You should stop caring about that and start caring about the other stuff.
"Breakpoint on exception" still works, albeit slightly altered, and in any way it's a minor detail compared to the far better mental model for code execution that async and promises bring.
>I want to make stupid typo errors and have them appear as normal errors, not caught by promises.
For stupid typo errors use a linter and/or a transpiler like babel in the first place.
>It's cool, I just don't understand why everyone is so excited about a simple syntactic improvement.
Because better syntax brings code closer to how we think, and reduces errors.
In some way, promoting the use of "await" actually reduces the chance of an exception floating away into the ether. The "thread" joins back, both on success and on failure. And because promise errors are like exceptions, it's probably not a great idea to signal commonly-occurring conditions through them (instead using sentinel values like nulls, etc); so there isn't a huge pressure to try-catch every single thing.
Also, there is fundamentally nothing wrong with a promise error that never gets handled. It's an "if a tree falls in the woods" kind of thing, no? I will concur that it's not exactly beginner-friendly, though.
Promises and observables are related but operate differently, just as a single string relates to an array. Promises represent a single operation, there is nothing wrong with the abstraction itself.
As for the errors, I see what you mean. But at the same time this is an issue with trying to write async operations with sync constructs, something all "old" languages need to do. Async/await is a pattern that does that in languages that can't do it implicitly by requiring an explicit declaration. You don't need to write try/catch with async/await. You will get the exception propagated through the stack automatically.
«They run your code in a try/catch block and store the error away, and you have to remember yourself to manually throw it later.»
Browser native Promises and their corresponding Dev Tools work exactly how you would expect and surface uncaught exceptions in Promises. Browsers that support async/await will especially be incentivized to provide strong asynchronous exception handling in their Dev Tools.
It's just tough to polyfill that behavior without bringing the JS synchronous code world to a halt. A good Promises library/polyfill will at least attempt to console.log uncaught exceptions when they happen.
> Promises are not the only way to do async work in JS, as much as some people like to say that. You have observables and channels, which are more powerful because they handle streaming.
Let me just try and translate that into sync-land: "Single value variables are not the only way to do work in JS, as much as some people like to say that.

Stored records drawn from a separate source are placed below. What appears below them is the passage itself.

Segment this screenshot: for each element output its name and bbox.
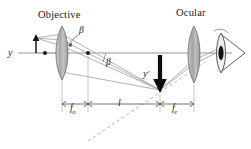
ray-bundle-principal (36, 34, 160, 90)
focal-objective-label: fo (70, 98, 76, 114)
angle-beta-axis-label: β (106, 58, 111, 68)
object-height-label: y (8, 48, 12, 58)
angle-beta-objective-marker (68, 35, 78, 47)
tube-length-label: l (118, 98, 121, 108)
angle-beta-objective-label: β (79, 26, 84, 36)
figure-canvas: Objective Ocular y β β y′ fo l fe (0, 0, 251, 149)
objective-lens (56, 26, 68, 80)
focal-point-dot-left (43, 51, 47, 55)
focal-ocular-subscript: e (174, 108, 177, 115)
focal-objective-subscript: o (72, 108, 75, 115)
object-arrow-up (33, 34, 40, 53)
focal-point-dot-right (86, 51, 90, 55)
objective-title-label: Objective (38, 10, 81, 21)
ocular-lens (188, 26, 200, 83)
image-height-label: y′ (143, 64, 149, 80)
focal-ocular-label: fe (172, 98, 178, 114)
ocular-title-label: Ocular (176, 8, 206, 19)
image-height-prime-symbol: ′ (147, 69, 149, 79)
optics-ray-diagram (0, 0, 251, 149)
dimension-line-l (88, 101, 160, 107)
eye-symbol (214, 29, 245, 73)
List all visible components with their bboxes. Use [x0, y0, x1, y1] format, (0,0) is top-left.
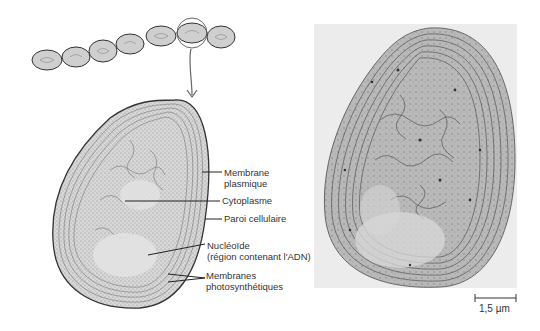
- label-nucleoide: Nucléoïde (région contenant l'ADN): [207, 240, 311, 262]
- label-cytoplasme: Cytoplasme: [222, 195, 272, 206]
- label-membrane-plasmique: Membrane plasmique: [224, 167, 269, 189]
- label-line: Paroi cellulaire: [224, 213, 286, 224]
- label-line: Membrane: [224, 167, 269, 178]
- label-line: photosynthétiques: [206, 281, 283, 292]
- scale-bar: [475, 294, 516, 302]
- label-line: (région contenant l'ADN): [207, 251, 311, 262]
- zoom-arrow: [190, 49, 192, 95]
- label-paroi-cellulaire: Paroi cellulaire: [224, 213, 286, 224]
- drawn-cell: [53, 100, 209, 308]
- cyanobacteria-filament: [32, 18, 235, 97]
- label-line: Cytoplasme: [222, 195, 272, 206]
- label-membranes-photosynthetiques: Membranes photosynthétiques: [206, 270, 283, 292]
- electron-micrograph: [314, 24, 517, 288]
- nucleoid-region: [93, 233, 157, 277]
- label-line: Nucléoïde: [207, 240, 311, 251]
- label-line: Membranes: [206, 270, 283, 281]
- scale-bar-label: 1,5 µm: [479, 303, 510, 314]
- label-line: plasmique: [224, 178, 269, 189]
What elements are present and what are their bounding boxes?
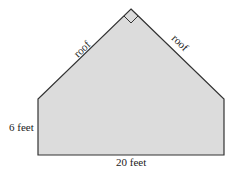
- house-shape: [38, 9, 224, 155]
- wall-height-label: 6 feet: [9, 121, 34, 133]
- house-diagram: roof roof 6 feet 20 feet: [0, 0, 232, 170]
- base-width-label: 20 feet: [116, 156, 146, 168]
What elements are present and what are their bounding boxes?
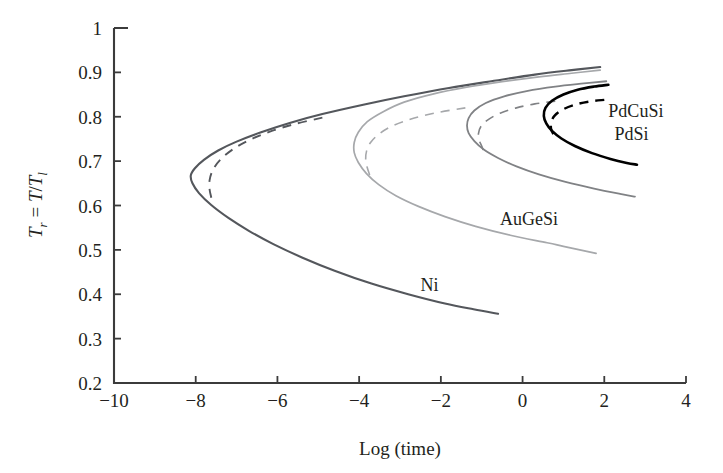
x-tick-label: −10 bbox=[99, 390, 129, 411]
y-tick-label: 0.5 bbox=[78, 240, 102, 261]
ttt-curve-chart: 0.20.30.40.50.60.70.80.91 −10−8−6−4−2024… bbox=[0, 0, 723, 473]
curve-label-pdcusi: PdCuSi bbox=[608, 101, 663, 121]
data-curves bbox=[191, 67, 637, 314]
curve-dashed-augesi bbox=[366, 108, 466, 181]
curve-pdsi bbox=[467, 81, 635, 196]
y-axis-title: Tr = T/Tl bbox=[25, 172, 50, 238]
curve-annotations: NiAuGeSiPdSiPdCuSi bbox=[420, 101, 663, 295]
y-tick-label: 0.7 bbox=[78, 151, 102, 172]
x-tick-label: −2 bbox=[431, 390, 451, 411]
y-tick-label: 0.3 bbox=[78, 329, 102, 350]
x-tick-label: −8 bbox=[186, 390, 206, 411]
curve-label-ni: Ni bbox=[420, 275, 438, 295]
y-tick-label: 0.9 bbox=[78, 62, 102, 83]
y-tick-label: 1 bbox=[93, 18, 103, 39]
x-tick-label: −6 bbox=[267, 390, 287, 411]
x-tick-label: 4 bbox=[681, 390, 691, 411]
x-tick-label: 0 bbox=[518, 390, 528, 411]
svg-text:Tr = T/Tl: Tr = T/Tl bbox=[25, 172, 50, 238]
y-tick-label: 0.4 bbox=[78, 284, 102, 305]
x-tick-label: −4 bbox=[349, 390, 370, 411]
x-axis-title: Log (time) bbox=[359, 438, 441, 460]
curve-augesi bbox=[354, 70, 600, 253]
y-axis-tick-labels: 0.20.30.40.50.60.70.80.91 bbox=[78, 18, 102, 394]
y-title-equals: = bbox=[25, 202, 46, 222]
curve-label-augesi: AuGeSi bbox=[500, 209, 558, 229]
figure-container: 0.20.30.40.50.60.70.80.91 −10−8−6−4−2024… bbox=[0, 0, 723, 473]
curve-dashed-pdcusi bbox=[551, 100, 604, 139]
y-title-sub-l: l bbox=[35, 172, 50, 176]
x-axis-tick-labels: −10−8−6−4−2024 bbox=[99, 390, 691, 411]
x-tick-label: 2 bbox=[600, 390, 610, 411]
y-tick-label: 0.6 bbox=[78, 196, 102, 217]
curve-label-pdsi: PdSi bbox=[615, 124, 649, 144]
y-tick-label: 0.8 bbox=[78, 107, 102, 128]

You have arrays and queues, which are more powerful because they handle multiple values"
(my point being, different abstractions are useful for different things and/or in different ways)
> You shouldn't be forced to run code inside a try/catch.
How is throwing on typos useful? The real solution for that isn't letting errors get through. Its having a type system like TypeScript or Flow plus using a sensible library like bluebird that reports rather than swallows up unhandled errors by default. Afaik errors from native promises are reported to the console in most browsers. And there are also tools like this: https://github.com/emberjs/ember-inspector/wiki/Promises-Tab
Allowing thrown errors to propagate synchronously will destroy many contractual guarantees that make promises useful in nodejs. For example, we would have to remove this entire section in Bluebird: https://github.com/petkaantonov/bluebird/blob/master/API.md#... and instead fall back to process crashing and restarting. Lack of error catching is what makes node unable to provide a safe solution to the crashing problem (and domains capture errors in both directions of the call stack which leads to problems inside node internals). Promises neatly solve that by providing a sensible error capturing and propagation model that isolates node internals from promise code: https://github.com/petkaantonov/bluebird/issues/51
This is the same as saying that "arrow functions only works if you want to represent functions".
Also, promises don't eat errors. It's the code using those promises that forget to handle them.
The async/await fixes that by unwrapping those errors for you. Any errors in an "await expression" will be thrown as exceptions up the stack.